Thursday, October 11, 2012

looking for a short book


The other day, I went into the fiction section of my local library with one goal: find a short book.

Like most teachers, I am overwhelmed this time of year and don’t leave myself enough time to read. And I have really missed having a story to follow. I’ve been reading student work every day, and I love it. I engage in student texts completely: pulling apart structure, analyzing word choice, parsing out trouble spots. I look forward to reading their work each day, seriously, I do.

And I’ve been reading a lot of articles and blogs about teaching and writing and teaching writing. I eat up those words about words. The Sunday Boston Globe has had some great articles lately; and engaged intellectuals has become a new favorite blog.

Still, despite all this wonderful reading, what I really want is fiction, really good storytelling. I took out a collections of Andre Dubus’ short stories a few weeks ago, and I did read a few, but the book was a week over due and I decided to give up on the great big tome. In fact, when I was driving my daughter over to the library so she could pick out a few things, I vowed not to check out anything. I had so much waiting for my attention already. But then, surrounded by all these wonderful books, I just couldn’t go home empty handed.

I walked into the fiction stacks and ran my eyes along the spines until a thin volume appeared. I pulled it out, read the dust jacket, returned it to the shelf and kept looking. I finally settled on The Devil’s Own Work by Alan Judd. I’ve never heard of the book, or the author, but the subject struck me (an author who may have sold his soul) and the length sold me (115 pages).

I’ve only managed a few pages so far; I’m reading midterm essays and trying to plan Writers’ Workshops that will address the struggles of each writer. But I’m so happy to have the book on my shelf. I think I can make some time this weekend to see how it ends.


**Problem**
Copy the entries word for word. Keep the pictures out.

**Spatial localization data**

* * *

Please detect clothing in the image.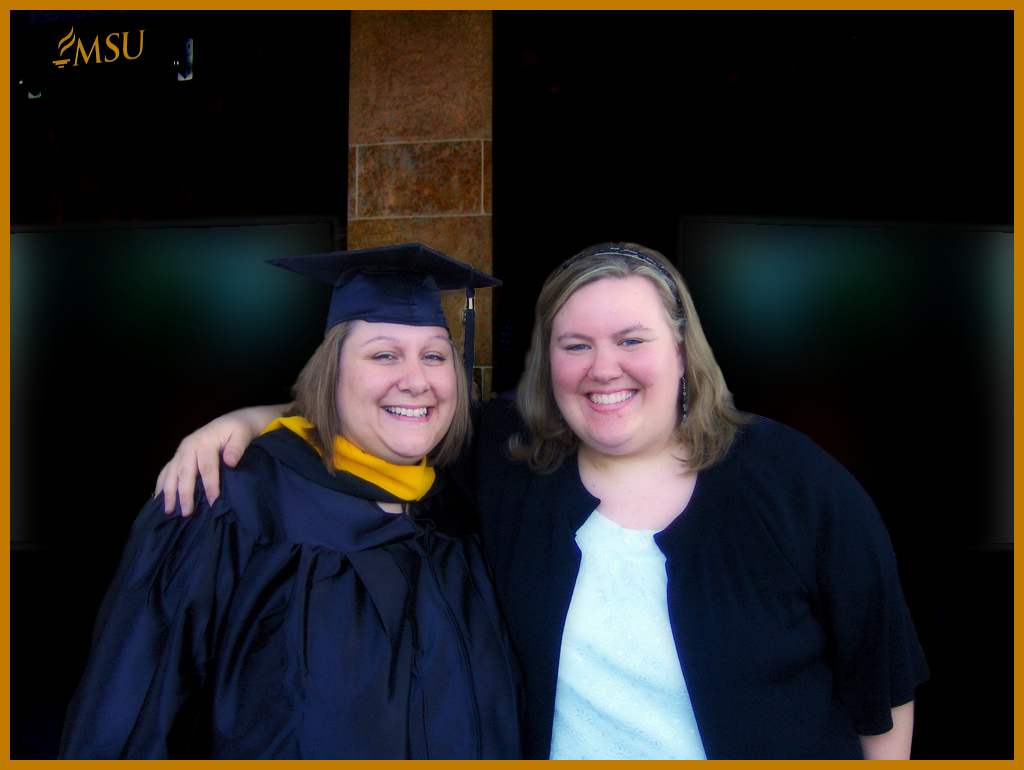
bbox=(72, 387, 545, 769).
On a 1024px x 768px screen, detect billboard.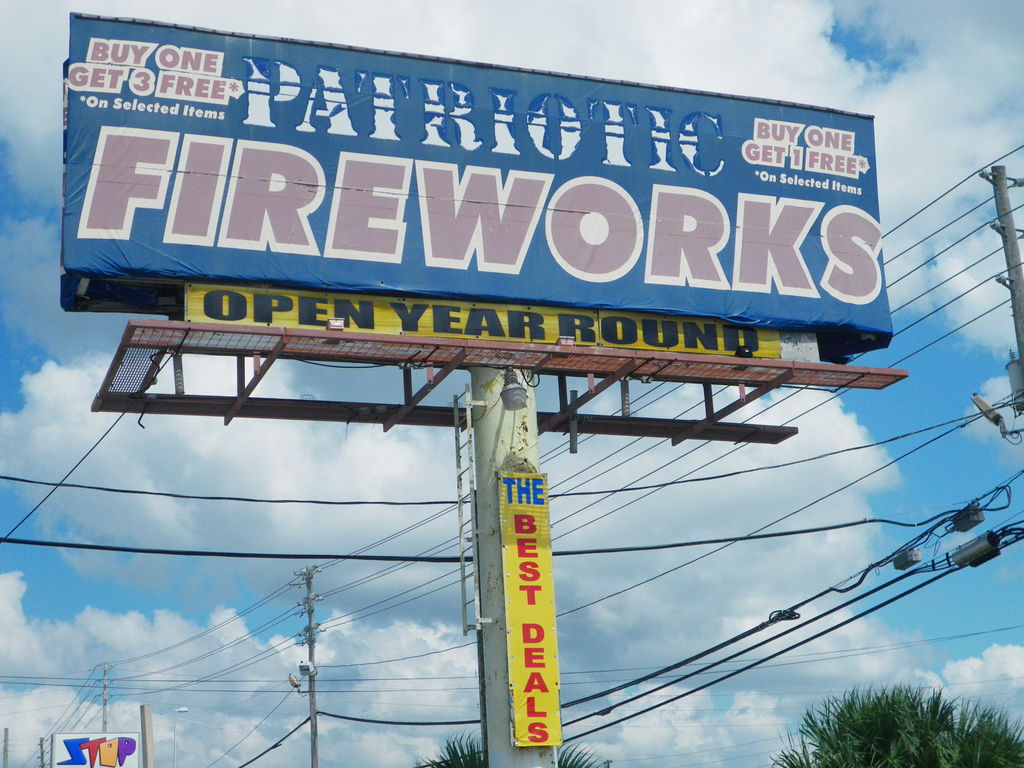
498/472/563/748.
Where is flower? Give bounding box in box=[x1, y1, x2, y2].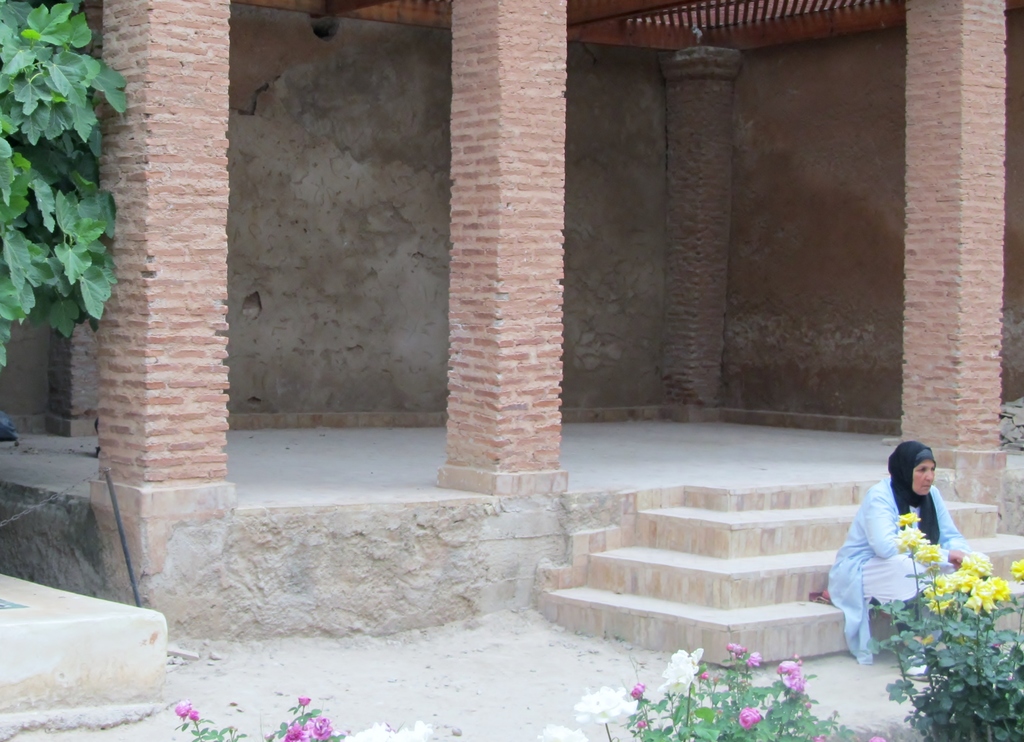
box=[344, 722, 433, 741].
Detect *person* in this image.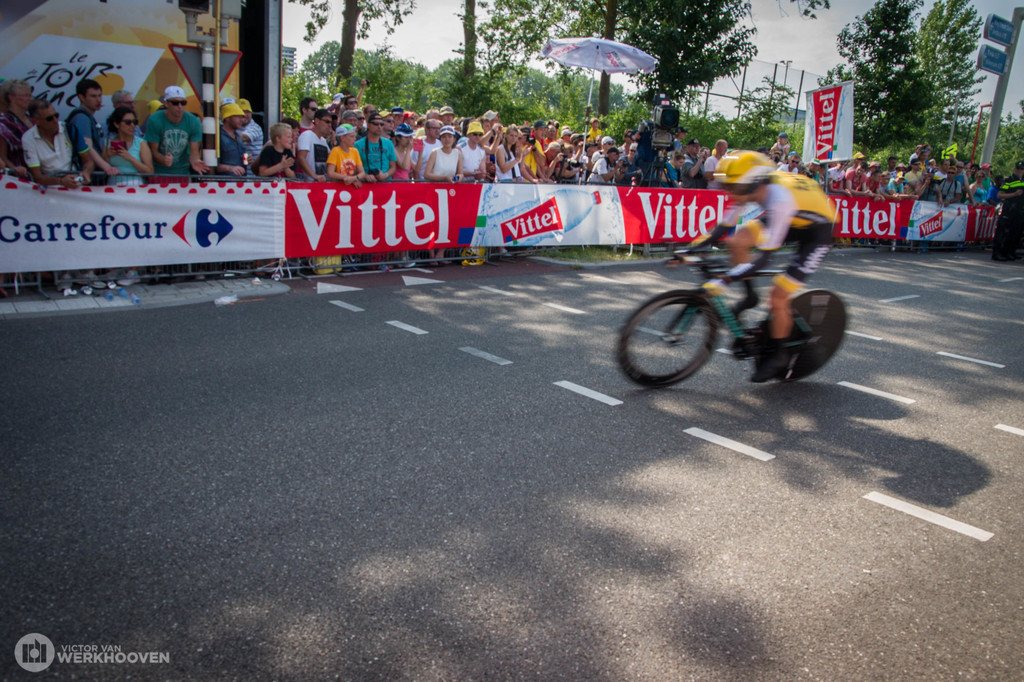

* * *

**Task solution**
Please detect clothing in the image.
bbox=(72, 387, 545, 769).
On a 1024px x 768px screen, detect billboard.
498/472/563/748.
Where is flower? Give bounding box in box=[x1, y1, x2, y2].
box=[344, 722, 433, 741].
Detect *person* in this image.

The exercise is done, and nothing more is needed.